Unfaithful

Love, Adultery, and Marriage Reform in Nineteenth-Century America

Defining marriage and adultery is tricky, and it was even trickier in the 1800s. In the heady but colorful Unfaithful, Carol Faulkner gives the history of American marriage reformers. These rebels and thinkers, along with some straight-up abusers and oddballs, challenged marital standards. This history shows that their own experimental relationships were often less idyllic than their philosophies.

Reformers said marriage should be based on love, desired by both parties, and that women should be equal and willing partners in physical relationships. It was a hot topic at the same time as feminism and the abolition movement, and Faulkner discusses fascinating intersections between marriage reform, women’s rights, and the push to end slavery. A nineteenth-century trend of comparing wifehood to slavery runs throughout the book, highlighting how women’s roles in unequal, unloving marriages were seen as a form of servitude, both during and after times of actual slavery in the US.

The book also reveals that marriage reformers were mostly heterosexual and white, but Faulkner takes care to introduce historical figures who broke that mold. Paschal Beverly Randolph, a spiritualist of mixed race, is a dynamic personality who cowrote the 1860 book Human Love, but then came to an about-face in his thinking. Mary Louise Booth is another fascinating figure; she escaped her marriage to a cheating husband to begin a new life with feminist Mathilde Anneke in Switzerland.

Academic in tone but still exciting, Unfaithful introduces the stories of marriage reformers in the 1800s and their rich overlap with feminism, abolitionism, and many other movements. They challenged gender roles and questioned how, why, and whether people should marry or divorce to begin with. The changes to popular definitions of marriage over the last two centuries, described so well in this book, shine a light on definitions of marriage and respectability today as well.

Reviewed by Meredith Grahl Counts

Disclosure: This article is not an endorsement, but a review. The publisher of this book provided free copies of the book to have their book reviewed by a professional reviewer. No fee was paid by the publisher for this review. Foreword Reviews only recommends books that we love. Foreword Magazine, Inc. is disclosing this in accordance with the Federal Trade Commission’s 16 CFR, Part 255.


Restate the data below word for word. Leave the images out.
━━━━━ Provided entries
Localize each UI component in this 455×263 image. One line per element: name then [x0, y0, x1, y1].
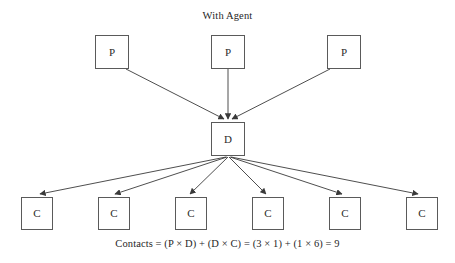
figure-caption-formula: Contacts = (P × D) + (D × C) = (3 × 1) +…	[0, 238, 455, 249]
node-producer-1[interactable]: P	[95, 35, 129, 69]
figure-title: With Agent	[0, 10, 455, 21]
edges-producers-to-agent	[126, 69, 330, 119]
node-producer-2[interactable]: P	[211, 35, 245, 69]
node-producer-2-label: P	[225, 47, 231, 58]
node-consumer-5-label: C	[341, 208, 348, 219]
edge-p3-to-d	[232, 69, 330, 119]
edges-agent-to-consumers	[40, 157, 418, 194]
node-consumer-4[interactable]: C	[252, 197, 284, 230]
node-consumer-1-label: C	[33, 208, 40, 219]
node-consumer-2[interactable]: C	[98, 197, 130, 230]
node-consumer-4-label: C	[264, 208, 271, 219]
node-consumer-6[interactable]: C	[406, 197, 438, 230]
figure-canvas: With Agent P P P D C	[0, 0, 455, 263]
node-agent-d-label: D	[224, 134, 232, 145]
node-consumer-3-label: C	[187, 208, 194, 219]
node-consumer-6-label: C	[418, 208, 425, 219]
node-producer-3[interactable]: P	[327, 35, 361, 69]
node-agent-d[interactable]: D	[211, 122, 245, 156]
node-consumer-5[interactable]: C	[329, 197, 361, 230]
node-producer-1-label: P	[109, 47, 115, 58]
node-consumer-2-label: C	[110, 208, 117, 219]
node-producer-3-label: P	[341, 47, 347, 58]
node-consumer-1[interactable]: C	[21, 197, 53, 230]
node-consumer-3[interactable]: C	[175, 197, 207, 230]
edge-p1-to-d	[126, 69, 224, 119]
━━━━━━━━━━
**Task result:**
Localize each UI component in this 455×263 image. One line per element: name then [x0, y0, x1, y1].
figure-caption-formula: Contacts = (P × D) + (D × C) = (3 × 1) +…	[0, 238, 455, 249]
node-producer-1[interactable]: P	[95, 35, 129, 69]
figure-title: With Agent	[0, 10, 455, 21]
edges-producers-to-agent	[126, 69, 330, 119]
node-producer-2[interactable]: P	[211, 35, 245, 69]
node-producer-2-label: P	[225, 47, 231, 58]
node-consumer-5-label: C	[341, 208, 348, 219]
edge-p3-to-d	[232, 69, 330, 119]
edges-agent-to-consumers	[40, 157, 418, 194]
node-consumer-4[interactable]: C	[252, 197, 284, 230]
node-consumer-1-label: C	[33, 208, 40, 219]
node-consumer-2[interactable]: C	[98, 197, 130, 230]
node-consumer-4-label: C	[264, 208, 271, 219]
node-consumer-6[interactable]: C	[406, 197, 438, 230]
figure-canvas: With Agent P P P D C	[0, 0, 455, 263]
node-agent-d-label: D	[224, 134, 232, 145]
node-consumer-3-label: C	[187, 208, 194, 219]
node-consumer-6-label: C	[418, 208, 425, 219]
node-producer-3[interactable]: P	[327, 35, 361, 69]
node-agent-d[interactable]: D	[211, 122, 245, 156]
node-consumer-5[interactable]: C	[329, 197, 361, 230]
node-producer-1-label: P	[109, 47, 115, 58]
node-consumer-2-label: C	[110, 208, 117, 219]
node-producer-3-label: P	[341, 47, 347, 58]
node-consumer-1[interactable]: C	[21, 197, 53, 230]
node-consumer-3[interactable]: C	[175, 197, 207, 230]
edge-p1-to-d	[126, 69, 224, 119]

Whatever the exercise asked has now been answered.